THE DIARY WEDNESDAY JUNE 24, 2009
THE DIARY'S long memory recalls new Westminster Speaker John Bercow, then a professional tennis instructor, standing as Conservative candidate in Motherwell South in the late 1980s. There wasn't much tennis played in Motherwell then: if you said you were going to the courts, you'd probably be wearing a shirt and tie rather than tennis whites.
Plucky John had his picture taken at the steelworks for his election leaflet, in which he declared: "Conservatives recognise the crucial importance of the Scottish steel industry. Ravenscraig is now profitable and there is no question of it being closed."
Hit the net there then, John.
It's got a good beat
THE Order of Service at Paisley Abbey on Sunday included the choral piece "Blessed are the Pacemakers". We fear a misprint - unless the choir really was acknowledging the age of the average worshipper.
Right to the point
AFTER our story about women imbibing before the Take That concerts in Glasgow, Annie McQuiston tells us she was sitting in the beer garden of one of Cathcart Road's drinking establishments pre-concert when she overheard two ladies from the islands approach a police officer and ask: "Will we get knifed if we go into that pub? We're not from Glasgow, you see."
"Take That", as a Glaswegian may or may not have said to them.
Mobile moan
"DID you see what the authorities did in Iran?" said the excitable chap in the pub the other night. "They were closing down the internet and mobile phone services. People were getting busy signals and told there was no service, so they couldn't send out pictures of the protests."
"So," said his mate. "Just like having your average Vodafone contract, then?"
Wheel of misfortune
DIRECTIONS continued. Ewen Ellen was working in a petrol station in the Highland town of Beauly one summer when a car-load of young chaps stopped and asked for directions to the motor museum.
He was baffled until a local broke the bad news that the Beaulieu Motor Museum was about 600 miles away in the New Forest in southern England.
The farce be with you
SCOTTISH costume designer Trisha Biggar spoke at the Edinburgh International Film Festival this week about working on Star Wars, and finding a vintage brown wool fabric from the 1940s which she thought would be perfect for Ewan McGregor's famous Jedi cloak (pictured below). However, when filming started, she received a panicked phone call telling her to rush to the set - where Ewan, filming in the rain, was trying to play Obi-Wan Kenobi in a cloak that had shrunk by ten inches.
"He went through half of his costumes in one take, and they couldn't shoot below his knees," says Trisha.
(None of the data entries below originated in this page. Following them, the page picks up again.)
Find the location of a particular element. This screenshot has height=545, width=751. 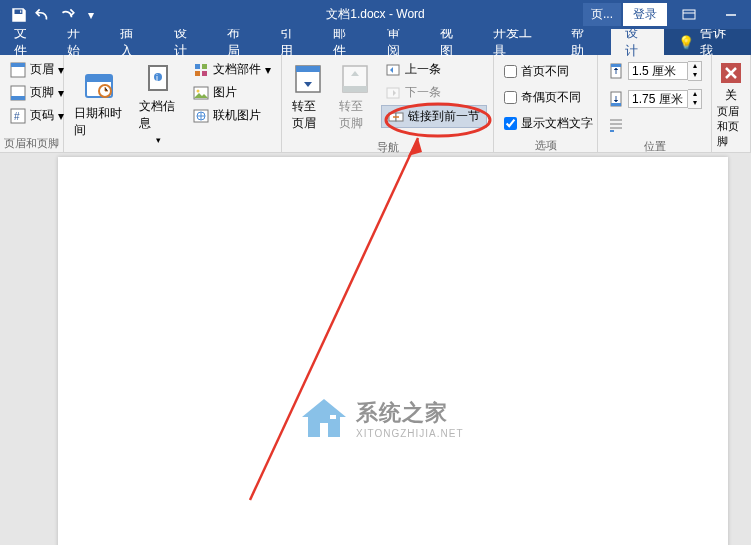

picture-button: 图片 is located at coordinates (232, 92).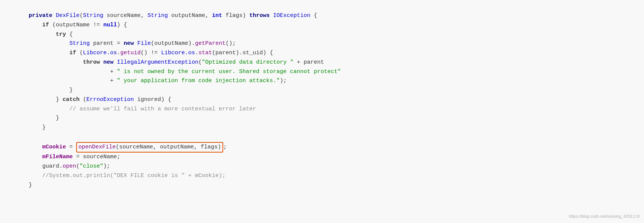  Describe the element at coordinates (322, 118) in the screenshot. I see `code-line-12: }` at that location.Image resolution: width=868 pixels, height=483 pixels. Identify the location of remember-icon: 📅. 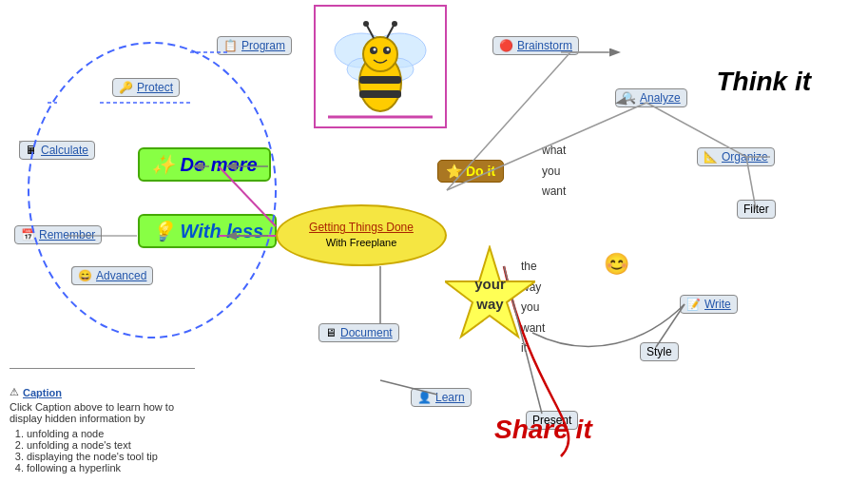
(29, 235).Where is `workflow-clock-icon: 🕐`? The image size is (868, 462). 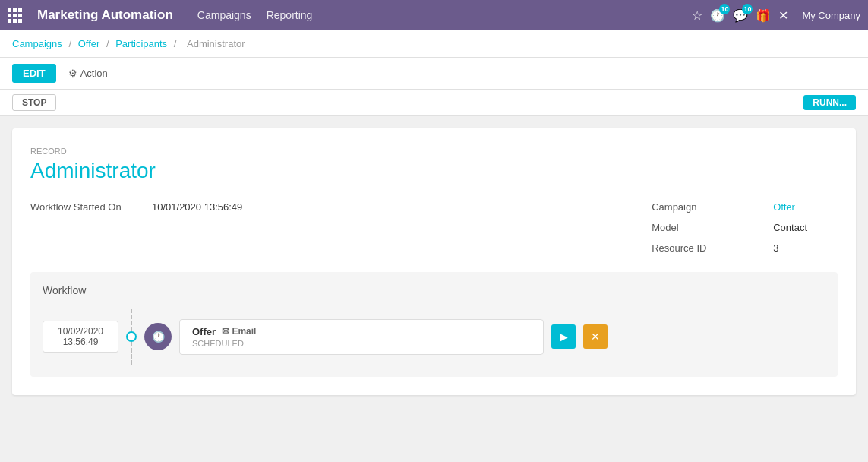
workflow-clock-icon: 🕐 is located at coordinates (158, 337).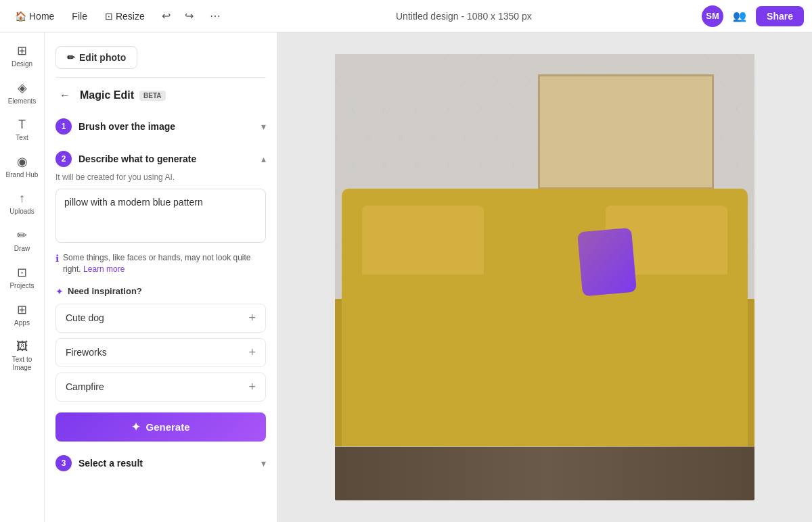 The width and height of the screenshot is (812, 522). I want to click on sidebar-item-elements: ◈ Elements, so click(22, 93).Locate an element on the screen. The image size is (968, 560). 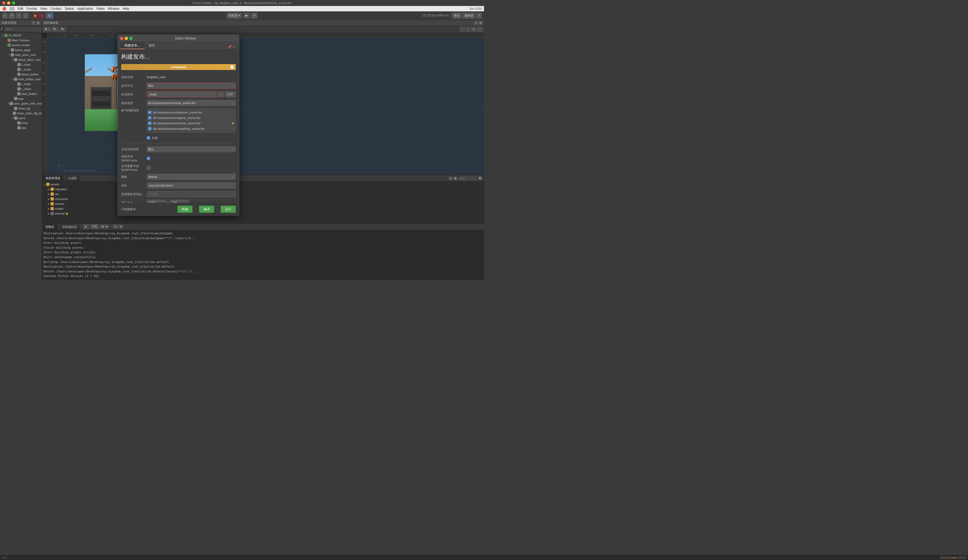
merge-atlas-checkbox is located at coordinates (149, 168).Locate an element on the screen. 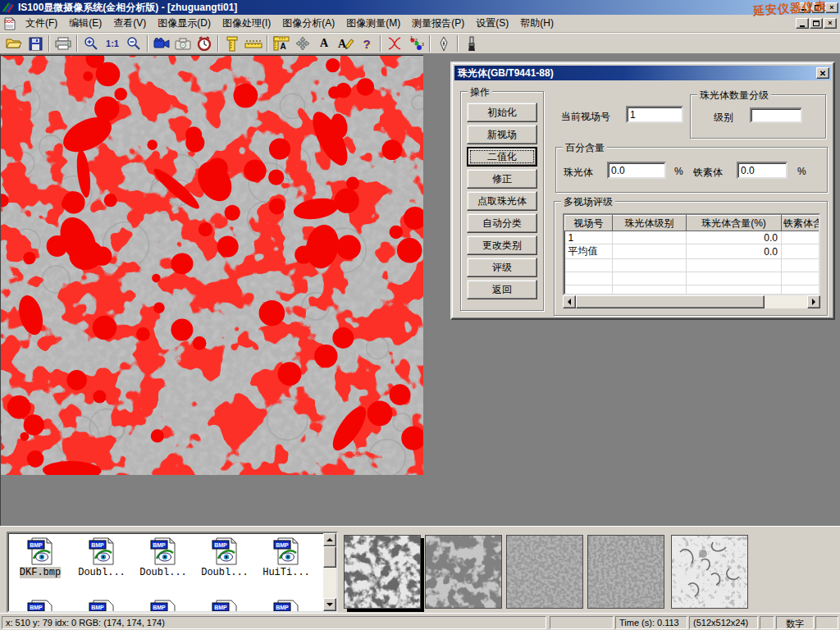 The image size is (840, 630). text-tool-button: A is located at coordinates (324, 43). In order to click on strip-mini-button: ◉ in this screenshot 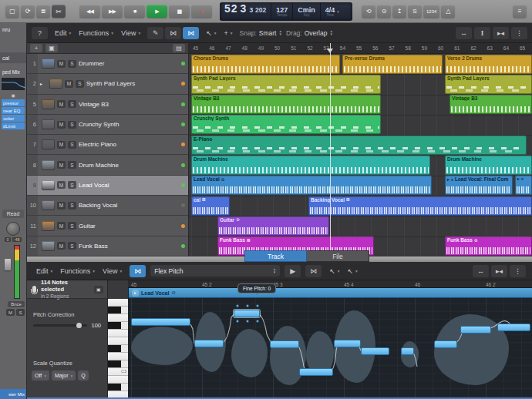, I will do `click(13, 95)`.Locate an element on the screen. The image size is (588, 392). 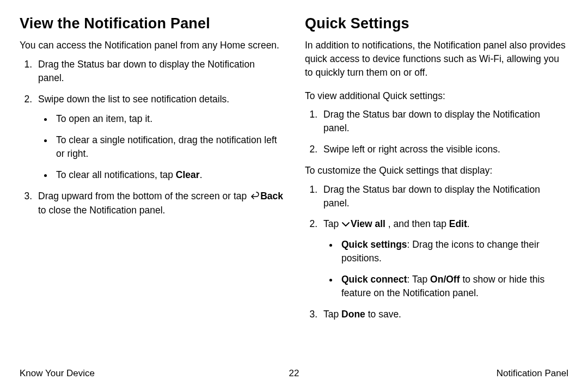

- "How is it one careless match can start a forest fire?" asks a Guide leader just back from a weekend camp, "but it takes a whole box to start a campfire?"
In deep trouble
STUART McHardy, author of the just-published Tales of Loch Ness, tells us that the Loch Ness Monster was first mentioned in the sixth century when Saint Columba admonished her for threatening to eat one of his monks. Making the sign of the cross, Columba yelled: "Stop, touch not the man, foul beast. Turn and go back where you belong and come not forth again for many years."
Says Stuart: "To everyone's astonishment the creature sank beneath the waves. Such was the power of this command that it was over a thousand years before poor Nessie was seen again.You can hardly blame her for being shy after that."